Login to myAntharia
Lost or unsure of what your password might be? To restore your password, visit the forgot password page.
Login (email address):
Password:


I'm Better Than You Are!

We all remember that don’t we? You’re in third grade, wearing the sweater that your Aunt Margaret sent for Christmas and here it comes, that all too familiar yodel from the mean girl in school: “Hey kid, nice sweater, did your blind granny make that for you?” Shocked and dismayed, you run from the playground to the girls’ room and have a good cry. Why did your Mom make you wear that sweater, and why didn’t you think to hide a different one in your backpack? Why, why, why?

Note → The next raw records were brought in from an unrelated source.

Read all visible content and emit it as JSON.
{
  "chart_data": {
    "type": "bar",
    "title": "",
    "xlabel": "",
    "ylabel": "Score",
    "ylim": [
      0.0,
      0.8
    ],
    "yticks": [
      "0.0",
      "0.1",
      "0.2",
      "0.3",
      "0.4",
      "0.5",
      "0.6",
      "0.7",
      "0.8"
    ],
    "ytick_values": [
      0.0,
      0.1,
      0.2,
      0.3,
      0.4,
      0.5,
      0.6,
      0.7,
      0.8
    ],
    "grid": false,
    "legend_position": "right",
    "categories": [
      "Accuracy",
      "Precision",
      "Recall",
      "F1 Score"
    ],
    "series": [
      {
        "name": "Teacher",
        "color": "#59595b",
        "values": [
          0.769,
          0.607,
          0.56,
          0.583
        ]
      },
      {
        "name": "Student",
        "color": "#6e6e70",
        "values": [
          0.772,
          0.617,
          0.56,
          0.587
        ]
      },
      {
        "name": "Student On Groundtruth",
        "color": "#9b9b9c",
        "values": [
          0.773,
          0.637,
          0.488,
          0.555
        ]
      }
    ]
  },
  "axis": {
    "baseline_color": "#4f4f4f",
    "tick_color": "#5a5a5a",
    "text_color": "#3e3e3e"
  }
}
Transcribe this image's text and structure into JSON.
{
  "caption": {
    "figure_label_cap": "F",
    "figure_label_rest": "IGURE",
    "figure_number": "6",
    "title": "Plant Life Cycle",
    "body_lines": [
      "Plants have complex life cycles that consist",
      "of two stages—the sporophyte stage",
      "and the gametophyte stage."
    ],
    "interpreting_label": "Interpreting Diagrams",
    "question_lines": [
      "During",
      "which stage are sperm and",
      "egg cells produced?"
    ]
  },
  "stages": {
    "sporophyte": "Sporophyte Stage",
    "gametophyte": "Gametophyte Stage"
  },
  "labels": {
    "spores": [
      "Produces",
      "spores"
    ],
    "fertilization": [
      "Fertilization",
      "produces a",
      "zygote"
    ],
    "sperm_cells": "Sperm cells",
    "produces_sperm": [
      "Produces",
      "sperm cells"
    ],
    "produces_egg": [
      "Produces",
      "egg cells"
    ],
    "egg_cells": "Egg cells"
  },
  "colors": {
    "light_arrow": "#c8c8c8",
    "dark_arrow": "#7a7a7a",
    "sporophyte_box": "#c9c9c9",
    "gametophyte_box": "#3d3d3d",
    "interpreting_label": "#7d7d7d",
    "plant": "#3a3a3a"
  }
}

There is always going to be a bully or meanie out there and to be Jane (you know vs. frank) about it, the graphic design industry is filled with them. There are the designers who stare at you when you come in for an interview as if to size you up by what you have on and not what is in your portfolio. Then there are the Soho, ultra hip, superior brains of design with their turtleneck sweaters and dark rimmed glasses, who look down on you slightly over the frame, as if trying to look through you and anywhere but at your portfolio. “I’m better than you are!” is echoing through their head and you have no chance in hell of getting the job.

Whatever!

I don’t get it; designers are some of the most competitive, self-worshiping, self loathing, insecure people I have ever met. Now it may be that I came into design backwards—I did first go to medical school where I learned to look at things through a rose colored Petri dish. But it seems to me that designers look at other designers and play the “superior” card all too often. I feel that Whitney Young (pre pc/mac war, Civil Rights Leader) said it best with:

“The truth is that there is nothing noble in being superior to somebody else. The only real nobility is in being superior to your former self.” Whitney Young (1921-1971), Civil Rights Leader.

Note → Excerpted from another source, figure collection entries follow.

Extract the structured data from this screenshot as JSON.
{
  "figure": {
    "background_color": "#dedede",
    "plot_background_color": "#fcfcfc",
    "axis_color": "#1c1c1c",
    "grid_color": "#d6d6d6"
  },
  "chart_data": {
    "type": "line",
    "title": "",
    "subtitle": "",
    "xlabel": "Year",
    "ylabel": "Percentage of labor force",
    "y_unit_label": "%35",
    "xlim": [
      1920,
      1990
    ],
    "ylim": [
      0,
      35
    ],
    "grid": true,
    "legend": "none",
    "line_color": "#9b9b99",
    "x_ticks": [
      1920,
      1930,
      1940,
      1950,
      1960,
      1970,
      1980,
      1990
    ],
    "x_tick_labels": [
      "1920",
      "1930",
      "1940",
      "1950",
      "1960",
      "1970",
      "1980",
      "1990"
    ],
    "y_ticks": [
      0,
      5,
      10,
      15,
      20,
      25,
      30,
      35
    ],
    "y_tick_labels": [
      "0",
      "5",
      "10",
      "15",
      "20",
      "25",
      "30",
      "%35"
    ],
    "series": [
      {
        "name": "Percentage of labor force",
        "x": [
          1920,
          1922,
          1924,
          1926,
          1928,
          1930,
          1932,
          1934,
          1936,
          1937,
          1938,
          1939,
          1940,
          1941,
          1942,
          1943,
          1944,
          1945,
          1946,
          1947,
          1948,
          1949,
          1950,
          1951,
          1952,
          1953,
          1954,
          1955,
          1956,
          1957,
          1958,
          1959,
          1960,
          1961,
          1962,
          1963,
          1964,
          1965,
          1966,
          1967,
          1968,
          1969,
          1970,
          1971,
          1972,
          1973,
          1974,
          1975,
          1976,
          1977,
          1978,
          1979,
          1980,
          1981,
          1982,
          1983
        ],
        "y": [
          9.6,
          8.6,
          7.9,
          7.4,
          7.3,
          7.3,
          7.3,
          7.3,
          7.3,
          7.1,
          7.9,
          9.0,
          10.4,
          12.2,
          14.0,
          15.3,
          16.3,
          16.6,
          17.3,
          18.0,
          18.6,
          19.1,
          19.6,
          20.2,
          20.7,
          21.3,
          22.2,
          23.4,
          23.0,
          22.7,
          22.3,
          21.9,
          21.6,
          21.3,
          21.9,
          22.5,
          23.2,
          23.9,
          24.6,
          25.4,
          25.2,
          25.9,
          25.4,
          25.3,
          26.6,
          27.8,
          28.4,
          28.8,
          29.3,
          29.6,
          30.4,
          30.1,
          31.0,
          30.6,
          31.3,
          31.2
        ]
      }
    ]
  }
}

Don’t give up! I know you’re reading this, you young designer, and you’re afraid you can’t get a job, or maybe you ran into a scary Soho hipster in the hall. Keep your chin up. Everyone started in the exact same place you are. We have all been there, sat right there, right where you’re at right now. Do not do unto others what has been done unto you. Change the future, change the way you do business, and create a culture, not a company.

-- Jordan Dossett

Posted by Jordan Dossett on August 27, 2004 at 07:39 pm EST

Tags: Ego
Comments(1)

Copyright © Antharia. All rights reserved.
Sorry Charlie. No part of this blog may be reproduced without prior written permission.